Understanding Cultures confronts the major theoretical issues involved in cross-cultural interpretation. The book introduces students to rationality among the ancestors of anthropology before proceeding to a wide-ranging evaluation of the Anglo-American rationality debates.
Acknowledgements.
1. Introduction.
2. Anthropological Ancestors and Interpretation Theory: Boas, Malinowski, and Evans-Pritchard.
3. Peter Winch and Ordinary Language Philosophy.
4. The Neo-Popperians and the Logic of One Science: I.C. Jarvie and Robin Horton.
5. Ordinary Language Philosophy in Question: Steven Lukes and Alasdair MacIntyre.
6. Beyond Explanation and Understanding: The Hermeneutics of Hans-Georg Gadamer and Paul Ricoeur.
7. Hermeneutics and Critical Anthropology: The Synthesis of Practical and Critical Reason.
8. Modernism and Postmodernism in Anthropology.
9. Bounded Cultures – Bounded Selves: The Challenge of Cultural Diasporas.
Notes.
Bibliography.
Index.
Understanding Cultures is an exceptional work of anthropological theory, a book which is simultaneously good to think with, good to teach with, good to write with, good to read with. What makes it so good is not merely Robert Ulin's capacity to engage critically and cogently with a wide array of complex ideas, his willingness to root anthropological discourses deeply in their appropriate philosophical and pistemological ground, or his obvious talent for lucid exposition. It is also the intellectual enthusiasm, and the imagination, which he brings to a difficult task. This new edition, which has been thoughtfully revised and updated, is even better than its excellent predecessor.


### [WORK REQUEST]
Exclude the pictures, then restate every entry below exactly.

[[ TASK DATA, beginning ]]

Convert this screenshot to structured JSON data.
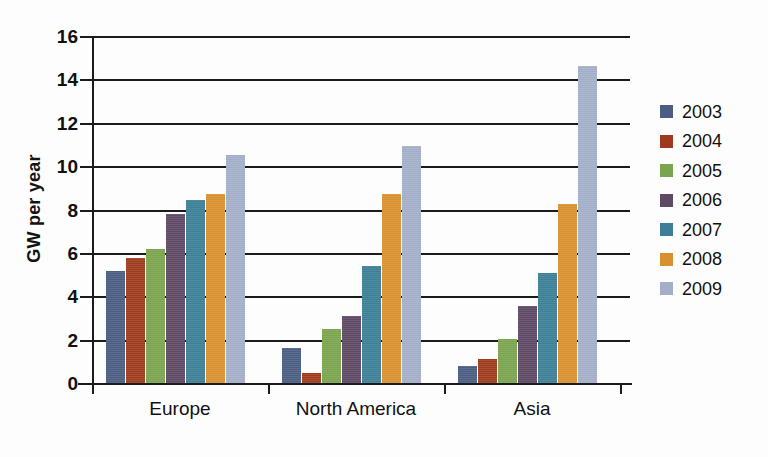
{
  "chart_data": {
    "type": "bar",
    "title": "",
    "xlabel": "",
    "ylabel": "GW per year",
    "categories": [
      "Europe",
      "North America",
      "Asia"
    ],
    "ylim": [
      0,
      16
    ],
    "yticks": [
      0,
      2,
      4,
      6,
      8,
      10,
      12,
      14,
      16
    ],
    "ytick_labels": [
      "0",
      "2",
      "4",
      "6",
      "8",
      "10",
      "12",
      "14",
      "16"
    ],
    "grid": true,
    "legend_position": "right",
    "series": [
      {
        "name": "2003",
        "color": "#4a5d82",
        "values": [
          5.15,
          1.6,
          0.8
        ]
      },
      {
        "name": "2004",
        "color": "#9e3b1f",
        "values": [
          5.75,
          0.45,
          1.1
        ]
      },
      {
        "name": "2005",
        "color": "#7ba44e",
        "values": [
          6.2,
          2.5,
          2.05
        ]
      },
      {
        "name": "2006",
        "color": "#5e4a66",
        "values": [
          7.8,
          3.1,
          3.55
        ]
      },
      {
        "name": "2007",
        "color": "#3c7f96",
        "values": [
          8.45,
          5.4,
          5.05
        ]
      },
      {
        "name": "2008",
        "color": "#d9912f",
        "values": [
          8.7,
          8.7,
          8.25
        ]
      },
      {
        "name": "2009",
        "color": "#a3aec8",
        "values": [
          10.5,
          10.95,
          14.6
        ]
      }
    ]
  },
  "caption": ""
}
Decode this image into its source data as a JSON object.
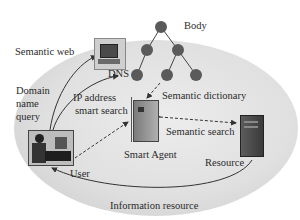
{
  "diagram": {
    "labels": {
      "body": "Body",
      "semantic_web": "Semantic web",
      "dns": "DNS",
      "domain_name_query_1": "Domain",
      "domain_name_query_2": "name",
      "domain_name_query_3": "query",
      "ip_address_1": "IP address",
      "ip_address_2": "smart search",
      "semantic_dictionary": "Semantic dictionary",
      "semantic_search": "Semantic search",
      "smart_agent": "Smart Agent",
      "user": "User",
      "resource": "Resource",
      "information_resource": "Information resource"
    },
    "nodes": [
      {
        "id": "semantic-web-computer",
        "type": "computer",
        "label_key": "semantic_web"
      },
      {
        "id": "user",
        "type": "person-at-computer",
        "label_key": "user"
      },
      {
        "id": "smart-agent",
        "type": "server",
        "label_key": "smart_agent"
      },
      {
        "id": "resource",
        "type": "server-tower",
        "label_key": "resource"
      },
      {
        "id": "dns-tree",
        "type": "tree",
        "label_key": "body",
        "tree_nodes": 6
      }
    ],
    "edges": [
      {
        "from": "user",
        "to": "semantic-web-computer",
        "style": "solid",
        "label_key": "domain_name_query_1"
      },
      {
        "from": "user",
        "to": "dns",
        "style": "solid"
      },
      {
        "from": "user",
        "to": "smart-agent",
        "style": "dashed",
        "label_key": "ip_address_1"
      },
      {
        "from": "tree",
        "to": "smart-agent",
        "style": "dashed",
        "label_key": "semantic_dictionary"
      },
      {
        "from": "resource",
        "to": "smart-agent",
        "style": "dashed",
        "label_key": "semantic_search"
      },
      {
        "from": "resource",
        "to": "user",
        "style": "solid",
        "label_key": "information_resource"
      }
    ],
    "colors": {
      "ellipse": "#e0e0e0",
      "tree_node": "#5a5a5a",
      "line": "#333333"
    }
  }
}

[[ TASK DATA, end ]]

### [RESULT]
Convert this screenshot to structured JSON data.
{
  "chart_data": {
    "type": "bar",
    "title": "",
    "xlabel": "",
    "ylabel": "GW per year",
    "categories": [
      "Europe",
      "North America",
      "Asia"
    ],
    "ylim": [
      0,
      16
    ],
    "yticks": [
      0,
      2,
      4,
      6,
      8,
      10,
      12,
      14,
      16
    ],
    "ytick_labels": [
      "0",
      "2",
      "4",
      "6",
      "8",
      "10",
      "12",
      "14",
      "16"
    ],
    "grid": true,
    "legend_position": "right",
    "series": [
      {
        "name": "2003",
        "color": "#4a5d82",
        "values": [
          5.15,
          1.6,
          0.8
        ]
      },
      {
        "name": "2004",
        "color": "#9e3b1f",
        "values": [
          5.75,
          0.45,
          1.1
        ]
      },
      {
        "name": "2005",
        "color": "#7ba44e",
        "values": [
          6.2,
          2.5,
          2.05
        ]
      },
      {
        "name": "2006",
        "color": "#5e4a66",
        "values": [
          7.8,
          3.1,
          3.55
        ]
      },
      {
        "name": "2007",
        "color": "#3c7f96",
        "values": [
          8.45,
          5.4,
          5.05
        ]
      },
      {
        "name": "2008",
        "color": "#d9912f",
        "values": [
          8.7,
          8.7,
          8.25
        ]
      },
      {
        "name": "2009",
        "color": "#a3aec8",
        "values": [
          10.5,
          10.95,
          14.6
        ]
      }
    ]
  },
  "caption": ""
}
Decode this image into its source data as a JSON object.
{
  "diagram": {
    "labels": {
      "body": "Body",
      "semantic_web": "Semantic web",
      "dns": "DNS",
      "domain_name_query_1": "Domain",
      "domain_name_query_2": "name",
      "domain_name_query_3": "query",
      "ip_address_1": "IP address",
      "ip_address_2": "smart search",
      "semantic_dictionary": "Semantic dictionary",
      "semantic_search": "Semantic search",
      "smart_agent": "Smart Agent",
      "user": "User",
      "resource": "Resource",
      "information_resource": "Information resource"
    },
    "nodes": [
      {
        "id": "semantic-web-computer",
        "type": "computer",
        "label_key": "semantic_web"
      },
      {
        "id": "user",
        "type": "person-at-computer",
        "label_key": "user"
      },
      {
        "id": "smart-agent",
        "type": "server",
        "label_key": "smart_agent"
      },
      {
        "id": "resource",
        "type": "server-tower",
        "label_key": "resource"
      },
      {
        "id": "dns-tree",
        "type": "tree",
        "label_key": "body",
        "tree_nodes": 6
      }
    ],
    "edges": [
      {
        "from": "user",
        "to": "semantic-web-computer",
        "style": "solid",
        "label_key": "domain_name_query_1"
      },
      {
        "from": "user",
        "to": "dns",
        "style": "solid"
      },
      {
        "from": "user",
        "to": "smart-agent",
        "style": "dashed",
        "label_key": "ip_address_1"
      },
      {
        "from": "tree",
        "to": "smart-agent",
        "style": "dashed",
        "label_key": "semantic_dictionary"
      },
      {
        "from": "resource",
        "to": "smart-agent",
        "style": "dashed",
        "label_key": "semantic_search"
      },
      {
        "from": "resource",
        "to": "user",
        "style": "solid",
        "label_key": "information_resource"
      }
    ],
    "colors": {
      "ellipse": "#e0e0e0",
      "tree_node": "#5a5a5a",
      "line": "#333333"
    }
  }
}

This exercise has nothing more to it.